Two million light-years from home. One failing ship. A crew of fifty, all of their lives in my hands.
Time to be the captain I have trained to be.
I reach out the tendrils of my mind, the delicate balance of Andromedan pheromones that allow us to communicate without speaking. They unfurl into the cabin. Out into the corridors. Through the labyrinth of the ship. Through the floor and into the lower decks. They reach and stretch and— contact.
I send out words, a command. Engineering. Report.
The response crackles immediately through my head, an old familiar chemical interplay.
Sir. Propulsion system failure. Soon, the engine will seize.
My head fills with a swarm of bees, an oppressive buzzing sound, blocking out all other thought. The engines will seize . Two million light-years from home. Their lives, my hands.
Breath catches in my throat, a shard of glass. I swallow around it.
Understood , I respond, and I cut the connection.
Our research vessel had so much left to explore. So many more worlds to study and document. So much more we could learn.
Instead, it ends here in the infinite blackness.
Closing my eyes against the burn of tears, I reach out again, this time for my first officer. My oldest friend.
Ja’Lin , I call.
Sir , he responds, his voice a crisp, clear electrical impulse in my mind. Ours has always been a strong connection.
I begin to form the pheromonal signal to explain—
—and then the screen chimes out an alert.
A navigational beacon.

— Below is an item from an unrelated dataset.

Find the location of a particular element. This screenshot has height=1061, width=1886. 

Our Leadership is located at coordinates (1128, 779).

Two million light-years from home, and a beacon calls out to the ship, its computational language recognizing ours, kin across galaxies. One small blue light on a vast dark screen, swelling and pulsing.

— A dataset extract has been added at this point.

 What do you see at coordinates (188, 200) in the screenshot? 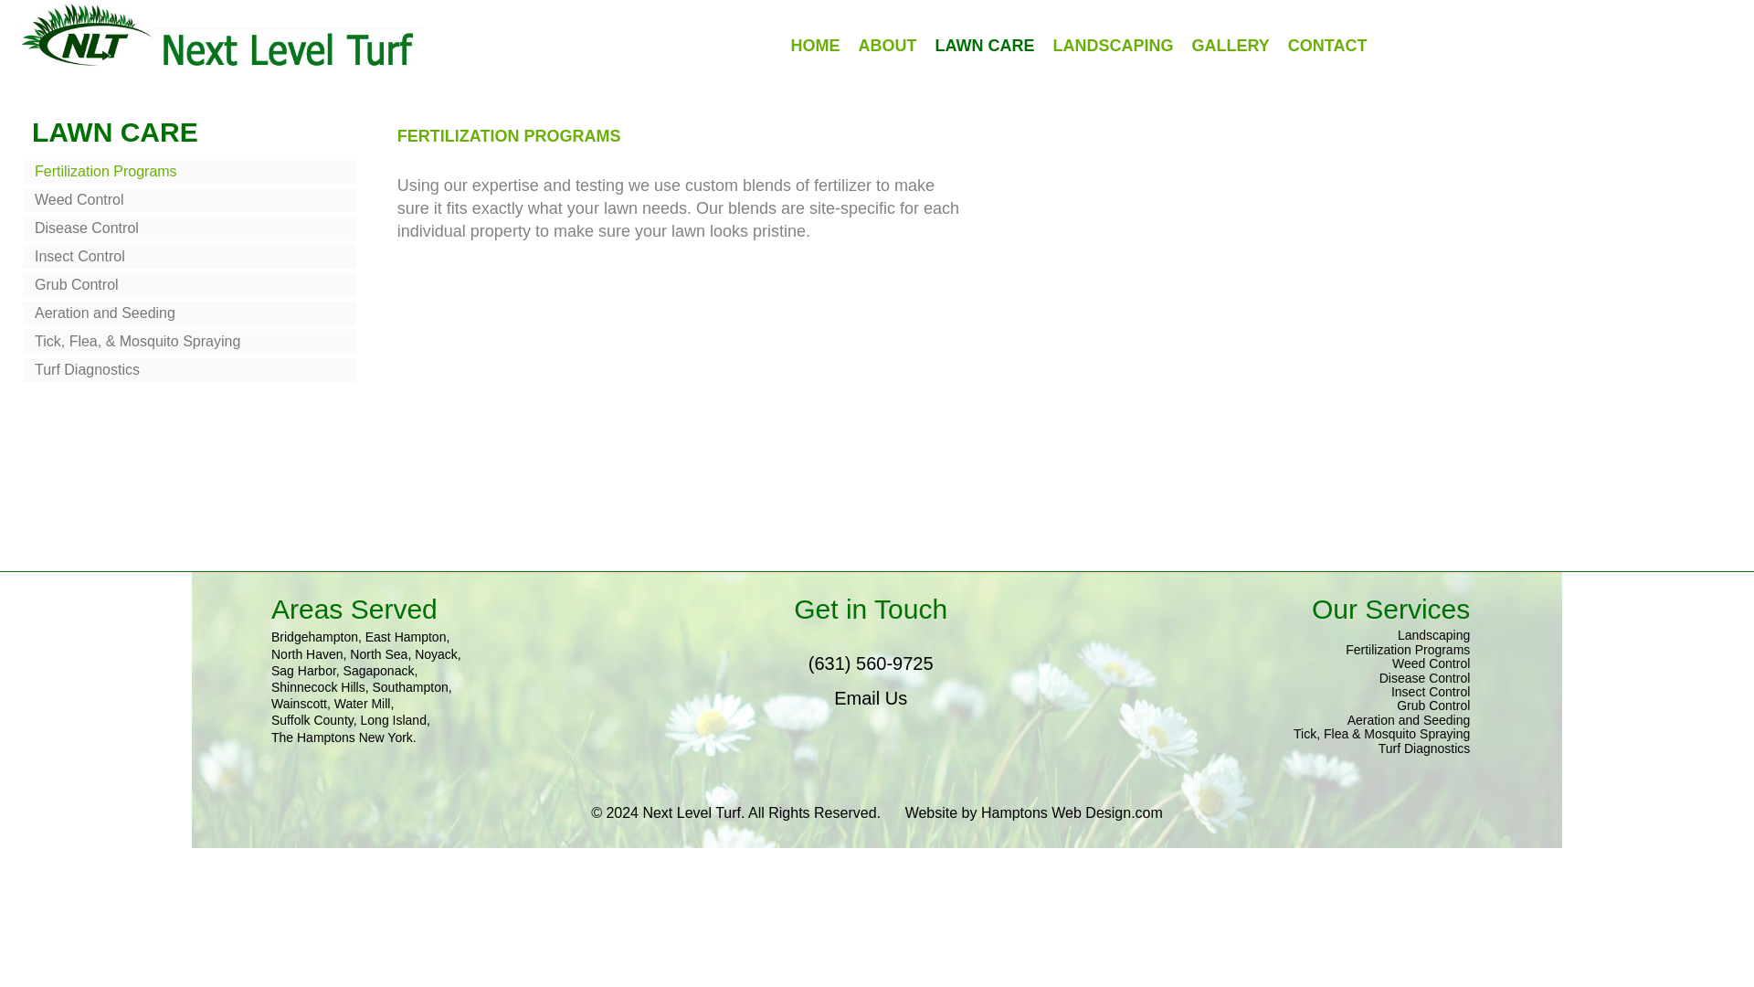
I see `Weed Control` at bounding box center [188, 200].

My heart in my throat, I lunge for the control panel.
A map glows out from the navigation system. On it, a planet. A small, blue planet and it looms closer as my ship continues to drift. Its light spreads out into the cabin, casting it in the color of water.
The screen blinks with a single word: Earth
To the right of the image, the navigation algorithm scrolls through the list of place names, safe sites at which to land— Atacama Desert. Sanzhi District. Longyearbyen —until it latches onto a location and the chiming noise goes wild: Andromeda Valley.
My mouth tugs into a smile. I can't help it. Andromeda Valley . Something in that place is calling out to us. It must mean something .
I could ask Ja’Lin for advice. I could consult the archival databases, if they’re still operational. I know the protocol like I know my own heart. I have followed it my whole life.
Or.
Or , for once in my life, I can trust my gut. I can take a risk.
Soon, the crew will move into full response mode. Soon, my first officer, Ja’Lin, will be at the cabin door. Soon, the fates will decide if I have served my crew well as their leader, or if I have failed us all.
Soon ...but not yet.
In the moments before the engine dies completely, I make my decision. I steady myself with a breath. Then I enter the navigational coordinates, pointing us toward a destination on Earth’s northern hemisphere.
Toward a place with a familiar name.
Gravity grabs the vessel and tugs.
“ Shin’Ah , take us home,” I whisper as we crash toward the surface of Earth.
Just before contact, we pass over a sign and the control panel translates it for me:
Welcome to Andromeda Valley! Roswell of the North!